Damonte Dodd waited while his Maryland men’s basketball teammates stormed the court to celebrate guard Melo Trimble’s buzzer-beating 3-pointer against Michigan State on March 4.

The senior center, the only Terp to experience life in College Park pre-and post-Melo-arrival, was shocked.

Dodd knew the sting of the 17-15 record without an NIT berth in 2013-14 before the shy kid from Upper Marlboro arrived. He’s also cherished the last three years, and three NCAA tournament appearances, via Trimble mania.

That’s why Dodd’s amazement was perhaps the most unexpected factor in that game-winning sequence. He shouldn’t have been.

Trimble has become so synonymous with Maryland, and that dagger was the perfect way to cap his Xfinity Center career should he opt for the NBA Draft after his junior campaign.

It left a longing for that magic to continue in this weekend’s NCAA tournament, too. How fitting would a career-best day, a game-winning shot or a series of drives through the lane punctuated with that vintage smile be for the player who saved Maryland’s program?

“Number one is he’s a winner,” coach Mark Turgeon said in Orlando a day before the No. 6-seed Terps face Xavier. “You think of Maryland basketball, Lefty [Driesell] and all the players and the job that Lefty did, and Gary [Williams] comes in and wins a national championship. But we had to kind of establish ourselves, and Melo’s helped us do that on a national level.

“I mean, I can go on and on. I can’t say enough. He’s done a lot for our program.”

The framework for that movement started the spring before Trimble joined Turgeon’s squad. Maryland was in disarray.

The Terps hadn’t made an NCAA tournament in the coach’s first three years. Five players transferred in the offseason, leaving the program that used to aim for national championships with little direction.
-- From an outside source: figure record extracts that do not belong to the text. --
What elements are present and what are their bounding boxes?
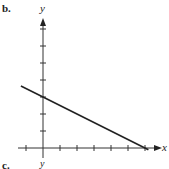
data-line [21,86,148,150]
data-series [21,86,148,150]
axes [18,18,162,158]
chart-plot [0,0,169,169]
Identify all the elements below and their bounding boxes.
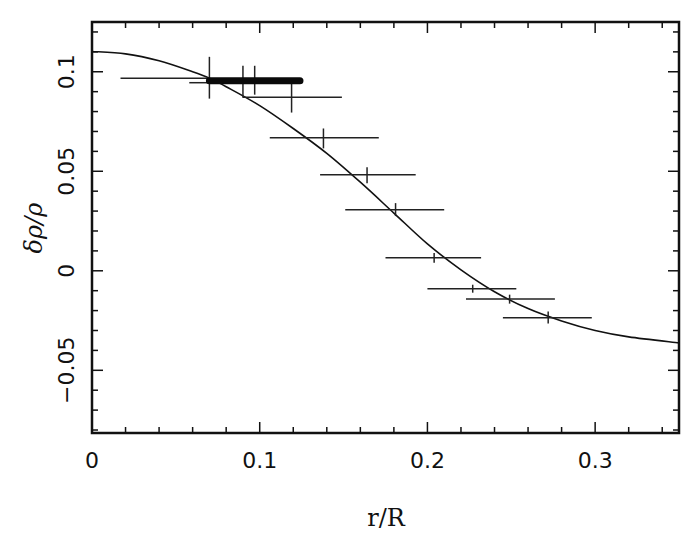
x-axis-title: r/R [367, 504, 406, 532]
y-axis-title: δρ/ρ [20, 203, 48, 254]
chart: 00.10.20.3−0.0500.050.1 r/R δρ/ρ [0, 0, 700, 537]
data-point [270, 128, 379, 148]
y-tick-label: 0 [54, 264, 79, 278]
x-tick-label: 0.3 [578, 448, 613, 473]
data-point [503, 312, 592, 324]
data-point [386, 253, 482, 263]
model-curve-line [92, 51, 679, 342]
data-point [243, 83, 342, 113]
data-point [466, 295, 555, 304]
y-tick-label: 0.05 [54, 147, 79, 196]
model-curve [92, 51, 679, 342]
x-tick-label: 0.2 [410, 448, 445, 473]
data-points [121, 57, 592, 324]
y-tick-label: 0.1 [54, 54, 79, 89]
tick-labels: 00.10.20.3−0.0500.050.1 [54, 54, 613, 473]
y-tick-label: −0.05 [54, 337, 79, 404]
data-point [427, 285, 516, 293]
x-tick-label: 0.1 [242, 448, 277, 473]
plot-border [92, 22, 679, 433]
axis-ticks [92, 22, 679, 433]
data-point [320, 167, 416, 183]
plot-frame [92, 22, 679, 433]
x-tick-label: 0 [85, 448, 99, 473]
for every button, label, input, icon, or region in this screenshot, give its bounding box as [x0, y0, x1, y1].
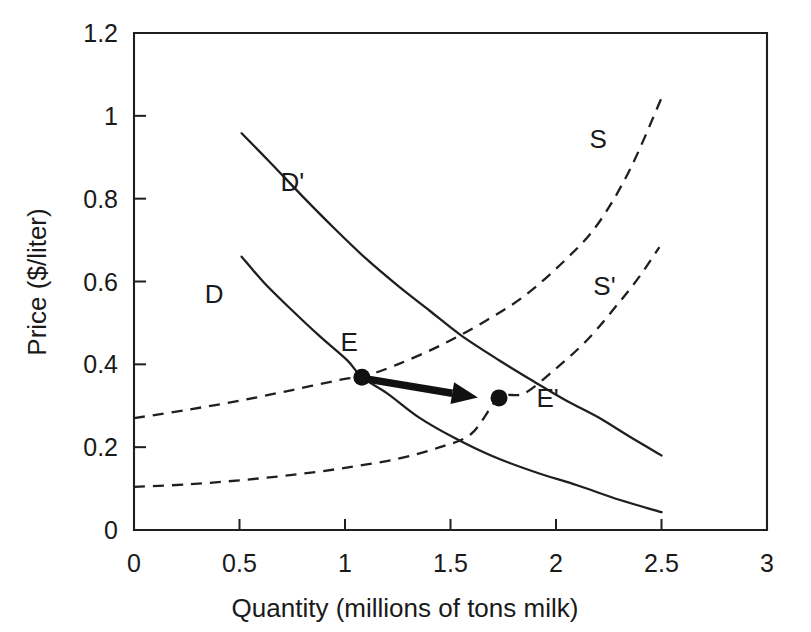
- y-tick-label: 0.2: [83, 433, 118, 461]
- y-tick-label: 0.4: [83, 350, 118, 378]
- supply-demand-figure: 00.511.522.53 00.20.40.60.811.2 DD'SS' E…: [0, 0, 811, 632]
- axis-frame: [134, 33, 767, 530]
- curve-label-d-prime: D': [280, 167, 304, 197]
- y-axis-tick-labels: 00.20.40.60.811.2: [83, 19, 118, 544]
- y-axis-title: Price ($/liter): [22, 208, 52, 355]
- curve-s: [134, 98, 662, 418]
- x-tick-label: 1: [338, 549, 352, 577]
- shift-arrow-head: [450, 382, 477, 404]
- x-tick-label: 3: [760, 549, 774, 577]
- curve-label-d: D: [205, 279, 224, 309]
- equilibrium-E-prime-label: E': [536, 383, 558, 413]
- x-tick-label: 2: [549, 549, 563, 577]
- y-tick-label: 0: [104, 516, 118, 544]
- plot-frame: [134, 33, 767, 530]
- x-tick-label: 0: [127, 549, 141, 577]
- chart-canvas: 00.511.522.53 00.20.40.60.811.2 DD'SS' E…: [0, 0, 811, 632]
- y-axis-ticks: [134, 116, 146, 447]
- x-axis-ticks: [240, 519, 662, 530]
- equilibrium-E-prime-dot: [491, 389, 508, 406]
- x-tick-label: 0.5: [222, 549, 257, 577]
- curve-label-s: S: [590, 124, 607, 154]
- curve-labels-group: DD'SS': [205, 124, 616, 309]
- shift-arrow-body: [366, 379, 452, 393]
- equilibrium-E-label: E: [341, 327, 358, 357]
- x-tick-label: 1.5: [433, 549, 468, 577]
- x-axis-title: Quantity (millions of tons milk): [232, 593, 579, 623]
- x-tick-label: 2.5: [644, 549, 679, 577]
- x-axis-tick-labels: 00.511.522.53: [127, 549, 774, 577]
- y-tick-label: 0.8: [83, 185, 118, 213]
- curve-label-s-prime: S': [593, 271, 615, 301]
- y-tick-label: 1: [104, 102, 118, 130]
- y-tick-label: 1.2: [83, 19, 118, 47]
- y-tick-label: 0.6: [83, 268, 118, 296]
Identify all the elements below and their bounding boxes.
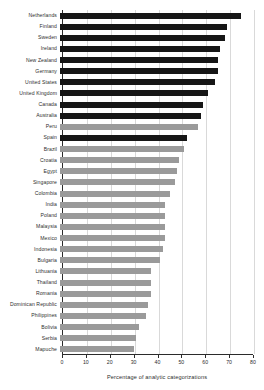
bar[interactable]: [60, 213, 165, 219]
bar-row[interactable]: Canada: [0, 99, 264, 110]
bar-row[interactable]: United States: [0, 77, 264, 88]
x-tick-label: 70: [226, 359, 232, 365]
bar[interactable]: [60, 113, 201, 119]
bar[interactable]: [60, 246, 163, 252]
bar-row[interactable]: India: [0, 199, 264, 210]
bar[interactable]: [60, 13, 241, 19]
bar[interactable]: [60, 24, 227, 30]
x-tick: [86, 355, 87, 358]
category-label: Netherlands: [0, 13, 60, 18]
category-label: Australia: [0, 113, 60, 118]
bar-track: [60, 221, 264, 232]
bar[interactable]: [60, 335, 136, 341]
bar-row[interactable]: Philippines: [0, 310, 264, 321]
bar[interactable]: [60, 102, 203, 108]
x-tick-label: 40: [155, 359, 161, 365]
bar-row[interactable]: Australia: [0, 110, 264, 121]
bar[interactable]: [60, 135, 187, 141]
bar-row[interactable]: Lithuania: [0, 266, 264, 277]
bar-row[interactable]: Bolivia: [0, 322, 264, 333]
bar-row[interactable]: Ireland: [0, 43, 264, 54]
bar[interactable]: [60, 302, 148, 308]
bar-track: [60, 43, 264, 54]
bar[interactable]: [60, 46, 220, 52]
bar[interactable]: [60, 124, 198, 130]
bar[interactable]: [60, 324, 139, 330]
bar-row[interactable]: Brazil: [0, 144, 264, 155]
bar[interactable]: [60, 57, 218, 63]
bar-track: [60, 322, 264, 333]
bar[interactable]: [60, 313, 146, 319]
bar-chart: NetherlandsFinlandSwedenIrelandNew Zeala…: [0, 0, 264, 390]
bar[interactable]: [60, 146, 184, 152]
bar-row[interactable]: Colombia: [0, 188, 264, 199]
bar-track: [60, 288, 264, 299]
category-label: India: [0, 202, 60, 207]
category-label: Colombia: [0, 191, 60, 196]
bar-row[interactable]: Dominican Republic: [0, 299, 264, 310]
category-label: Mexico: [0, 236, 60, 241]
bar[interactable]: [60, 79, 215, 85]
category-label: Malaysia: [0, 224, 60, 229]
bar-track: [60, 121, 264, 132]
bar-row[interactable]: Egypt: [0, 166, 264, 177]
bar-track: [60, 166, 264, 177]
bar[interactable]: [60, 179, 175, 185]
bar-track: [60, 77, 264, 88]
category-label: Dominican Republic: [0, 302, 60, 307]
x-tick-label: 50: [178, 359, 184, 365]
bar[interactable]: [60, 35, 225, 41]
bar[interactable]: [60, 235, 165, 241]
category-label: Bulgaria: [0, 258, 60, 263]
bar[interactable]: [60, 280, 151, 286]
bar-row[interactable]: Peru: [0, 121, 264, 132]
bar-row[interactable]: United Kingdom: [0, 88, 264, 99]
bar[interactable]: [60, 68, 218, 74]
bar-track: [60, 299, 264, 310]
bar[interactable]: [60, 191, 170, 197]
bar-track: [60, 177, 264, 188]
bar-row[interactable]: New Zealand: [0, 55, 264, 66]
bar-row[interactable]: Bulgaria: [0, 255, 264, 266]
bar-track: [60, 144, 264, 155]
bar-row[interactable]: Netherlands: [0, 10, 264, 21]
category-label: Thailand: [0, 280, 60, 285]
bar-row[interactable]: Sweden: [0, 32, 264, 43]
bar[interactable]: [60, 90, 208, 96]
x-tick-label: 80: [250, 359, 256, 365]
bar-row[interactable]: Malaysia: [0, 221, 264, 232]
bar[interactable]: [60, 224, 165, 230]
category-label: Indonesia: [0, 247, 60, 252]
category-label: New Zealand: [0, 58, 60, 63]
category-label: Germany: [0, 69, 60, 74]
bar-row[interactable]: Croatia: [0, 155, 264, 166]
x-tick: [134, 355, 135, 358]
bar[interactable]: [60, 157, 179, 163]
bar-row[interactable]: Spain: [0, 132, 264, 143]
bar[interactable]: [60, 168, 177, 174]
bar[interactable]: [60, 202, 165, 208]
category-label: Poland: [0, 213, 60, 218]
bar[interactable]: [60, 291, 151, 297]
bar-row[interactable]: Serbia: [0, 333, 264, 344]
bar-row[interactable]: Singapore: [0, 177, 264, 188]
category-label: United Kingdom: [0, 91, 60, 96]
category-label: Singapore: [0, 180, 60, 185]
bar[interactable]: [60, 257, 160, 263]
category-label: Peru: [0, 124, 60, 129]
bar[interactable]: [60, 346, 134, 352]
bar-row[interactable]: Germany: [0, 66, 264, 77]
bar[interactable]: [60, 268, 151, 274]
x-tick: [158, 355, 159, 358]
bar-row[interactable]: Mapuche: [0, 344, 264, 355]
bar-track: [60, 110, 264, 121]
bar-track: [60, 188, 264, 199]
bar-row[interactable]: Romania: [0, 288, 264, 299]
bar-row[interactable]: Thailand: [0, 277, 264, 288]
x-tick: [62, 355, 63, 358]
bar-row[interactable]: Poland: [0, 210, 264, 221]
bar-row[interactable]: Indonesia: [0, 244, 264, 255]
category-label: Spain: [0, 135, 60, 140]
bar-row[interactable]: Finland: [0, 21, 264, 32]
bar-row[interactable]: Mexico: [0, 233, 264, 244]
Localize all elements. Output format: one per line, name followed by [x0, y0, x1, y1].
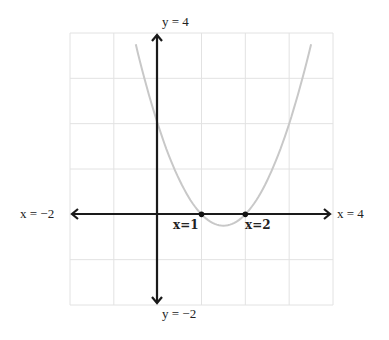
parabola-curve	[136, 44, 311, 225]
grid	[70, 33, 333, 305]
y-min-label: y = −2	[162, 306, 196, 322]
y-max-label: y = 4	[162, 14, 189, 30]
point-label-x2: x=2	[245, 218, 271, 232]
x-max-label: x = 4	[337, 206, 364, 222]
point-label-x1: x=1	[173, 218, 199, 232]
chart-canvas	[0, 0, 389, 340]
x-min-label: x = −2	[20, 206, 54, 222]
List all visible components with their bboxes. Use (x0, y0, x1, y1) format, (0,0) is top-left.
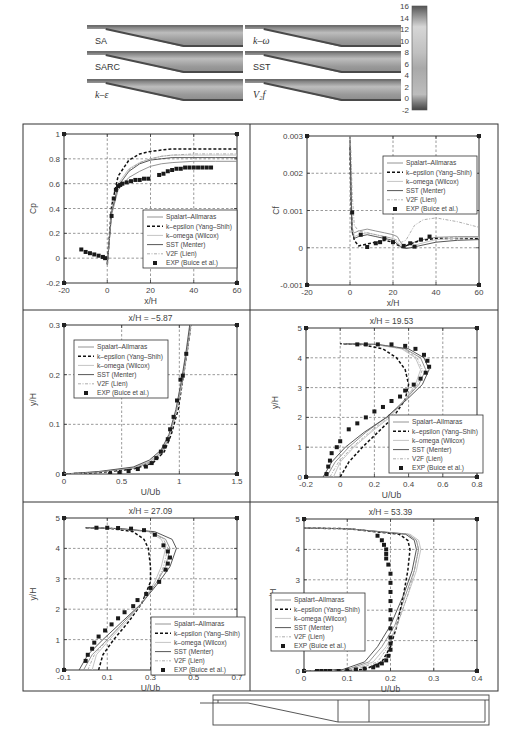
contour-strip: k–ε (87, 79, 243, 101)
y-tick-label: 3 (296, 576, 301, 585)
legend-entry: k–omega (Wilcox) (294, 615, 347, 623)
colorbar-tick: 14 (400, 14, 409, 23)
legend: Spalart–Allmarask–epsilon (Yang–Shih)k–o… (383, 156, 477, 214)
chart-cf: -200204060-0.00100.0010.0020.003x/HCfSpa… (271, 132, 484, 308)
x-tick-label: 0.4 (471, 674, 483, 683)
chart-u-profile-19-53: -0.200.20.40.60.8012345U/Uby/Hx/H = 19.5… (270, 316, 483, 500)
contour-strip: SST (245, 51, 401, 73)
legend-entry: k–omega (Wilcox) (166, 232, 219, 240)
chart-u-profile-53-39: 00.10.20.30.4012345U/Uby/Hx/H = 53.39Spa… (268, 507, 483, 694)
y-axis-label: y/H (28, 588, 38, 601)
colorbar-tick: -2 (402, 106, 410, 115)
contour-strip: SA (87, 25, 243, 47)
series-line (86, 528, 151, 670)
y-tick-label: 4 (296, 545, 301, 554)
x-tick-label: 0 (302, 674, 307, 683)
y-tick-label: 0.003 (283, 132, 304, 141)
panel-title: x/H = 19.53 (370, 316, 414, 326)
colorbar-tick: 4 (405, 71, 410, 80)
legend-entry: V2F (Lien) (412, 455, 443, 463)
y-tick-label: 0 (56, 470, 61, 479)
x-tick-label: 60 (475, 288, 484, 297)
strip-label: SARC (95, 62, 121, 72)
y-tick-label: 0.1 (49, 420, 61, 429)
x-tick-label: 0 (105, 286, 110, 295)
y-axis-label: y/H (270, 396, 280, 409)
legend-entry: k–epsilon (Yang–Shih) (406, 169, 472, 177)
legend: Spalart–Allmarask–epsilon (Yang–Shih)k–o… (143, 210, 237, 268)
contour-strips: SAk–ωSARCSSTk–εV₂f (87, 25, 401, 101)
y-tick-label: -0.2 (46, 279, 60, 288)
x-tick-label: 0.1 (342, 674, 354, 683)
legend-entry: V2F (Lien) (166, 250, 197, 258)
x-axis-label: U/Ub (381, 684, 401, 694)
y-tick-label: 0.8 (49, 155, 61, 164)
legend-entry: k–omega (Wilcox) (97, 362, 150, 370)
series-exp-markers (350, 210, 431, 249)
legend-entry: Spalart–Allmaras (166, 213, 217, 221)
strip-label: V₂f (253, 89, 267, 100)
legend-entry: k–omega (Wilcox) (406, 178, 459, 186)
colorbar-tick: 6 (405, 60, 410, 69)
colorbar: 1614121086420-2 (400, 2, 427, 115)
x-tick-label: 0.3 (428, 674, 440, 683)
y-tick-label: 3 (298, 384, 303, 393)
legend-entry: k–epsilon (Yang–Shih) (294, 606, 360, 614)
legend: Spalart–Allmarask–epsilon (Yang–Shih)k–o… (271, 593, 365, 651)
y-tick-label: 0.6 (49, 180, 61, 189)
strip-label: k–ω (253, 35, 270, 46)
chart-u-profile-m5-87: 00.511.500.10.20.3U/Uby/Hx/H = −5.87Spal… (28, 313, 243, 497)
figure-canvas: SAk–ωSARCSSTk–εV₂f 1614121086420-2 -2002… (0, 0, 510, 741)
y-tick-label: 0.002 (283, 169, 304, 178)
y-tick-label: 0.2 (49, 229, 61, 238)
chart-cp: -200204060-0.200.20.40.60.81x/HCpSpalart… (28, 130, 242, 306)
y-tick-label: 5 (298, 324, 303, 333)
colorbar-tick: 2 (405, 83, 410, 92)
y-axis-label: Cp (28, 203, 38, 214)
x-axis-label: x/H (144, 296, 157, 306)
x-axis-label: U/Ub (141, 487, 161, 497)
y-tick-label: 0 (299, 244, 304, 253)
x-tick-label: -20 (301, 288, 313, 297)
diffuser-sketch (200, 695, 489, 725)
y-tick-label: 2 (298, 413, 303, 422)
y-axis-label: y/H (28, 393, 38, 406)
legend-entry: V2F (Lien) (97, 380, 128, 388)
legend: Spalart–Allmarask–epsilon (Yang–Shih)k–o… (74, 340, 168, 398)
x-axis-label: x/H (387, 298, 400, 308)
y-tick-label: 0.001 (283, 207, 304, 216)
legend-entry: k–epsilon (Yang–Shih) (412, 428, 478, 436)
x-tick-label: 40 (189, 286, 198, 295)
legend-entry: EXP (Buice et al.) (166, 259, 218, 267)
x-tick-label: 0.2 (369, 480, 381, 489)
legend-entry: EXP (Buice et al.) (294, 642, 346, 650)
legend-entry: Spalart–Allmaras (97, 343, 148, 351)
y-tick-label: 2 (56, 605, 61, 614)
legend-entry: EXP (Buice et al.) (174, 666, 226, 674)
panel-title: x/H = 27.09 (129, 506, 173, 516)
x-tick-label: 0.4 (403, 480, 415, 489)
x-tick-label: 0.5 (116, 477, 128, 486)
x-tick-label: 0.6 (437, 480, 449, 489)
strip-label: k–ε (95, 89, 108, 100)
x-tick-label: 40 (432, 288, 441, 297)
y-tick-label: 5 (296, 515, 301, 524)
y-tick-label: 0 (56, 254, 61, 263)
legend-entry: SST (Menter) (406, 187, 445, 195)
legend-entry: SST (Menter) (174, 648, 213, 656)
legend-entry: SST (Menter) (97, 371, 136, 379)
legend-entry: V2F (Lien) (406, 196, 437, 204)
charts-layer: -200204060-0.200.20.40.60.81x/HCpSpalart… (28, 130, 484, 694)
x-tick-label: 0 (348, 288, 353, 297)
y-tick-label: 0.4 (49, 205, 61, 214)
legend-entry: Spalart–Allmaras (412, 418, 463, 426)
contour-strip: k–ω (245, 25, 401, 47)
contour-strip: SARC (87, 51, 243, 73)
legend-entry: V2F (Lien) (174, 657, 205, 665)
y-tick-label: 0.2 (49, 371, 61, 380)
legend-entry: k–epsilon (Yang–Shih) (174, 630, 240, 638)
chart-u-profile-27-09: -0.10.10.30.50.7012345U/Uby/Hx/H = 27.09… (28, 506, 245, 693)
x-tick-label: 0.2 (385, 674, 397, 683)
y-tick-label: 3 (56, 575, 61, 584)
legend-entry: k–epsilon (Yang–Shih) (166, 223, 232, 231)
The Terps figured Trimble would be good. Dodd watched him in pickup games that summer and recognized a quiet confidence. Then came a win against Arizona State in November 2014 when Trimble dropped 31 points, and Dodd knew Trimble was a budding superstar.

Three years later, Trimble has made three All-Big Ten teams. The high school McDonald’s All-American became a second-team All-American in 2015. He owns a 30-8 record in games decided by six points or less as one of the coolest players in the most heated of moments.

And now he’s leading his third NCAA tournament charge after his most impressive season.

Sure, the statistics have been important. He’s averaging 17 points, 3.7 assists and 3.7 rebounds a game. He’s shooting 44 percent from the field.

But his most crucial role has been integrating three freshmen into the lineup and keeping the team afloat — no, soaring — despite a depleted frontcourt. The Terps touted a program-best 20-2 start in large part because of Trimble’s control.

Turgeon challenged him before the season to become a vocal leader, and it’s worked. He dished out advice to his teammates after three straight losses last month.

He’s given rookie backcourt partner Anthony Cowan pointers on adjusting to college and Turgeon’s motion offense. Freshman forward Justin Jackson has heeded Trimble’s knowledge about ball screens while mirroring his practice habits after the veteran’s.

These freshmen, the ones who sought the high-level competition Trimble restored at Maryland and have anchored production around him this season, appreciate his presence, steadiness and fun. Probably even more than the Maryland students who snap pictures at will when the star is around the campus.

“Everything he does, he always gives it 100 percent,” Jackson said, “and I feel like when you give 100 percent to the game, it gives 100 percent to you.”

That respect inside and out of the team is perhaps why the junior, who committed to the Terps early in his high school junior season, never wavering, turned to the crowd after his game-winner a few weeks ago and tugged his jersey where Maryland blazed across the front.

He had just planted his feet and watched the ball fall through the net.

Michigan State coach Tom Izzo had just pursed his lips and later said “hats off to him for sticking around and making sure he got better each year, and the job he’s done with those young guys is something I really appreciate.”

So, just before freshman guard Kevin Huerter tackled him to the ground, Trimble sent a message to the student section.

“This,” Trimble said, “is my state.”

And this generation of Maryland basketball — the one with three straight NCAA tournament berths, three seasons of at least 24 wins and a burgeoning talent pipeline — belongs to Trimble, too.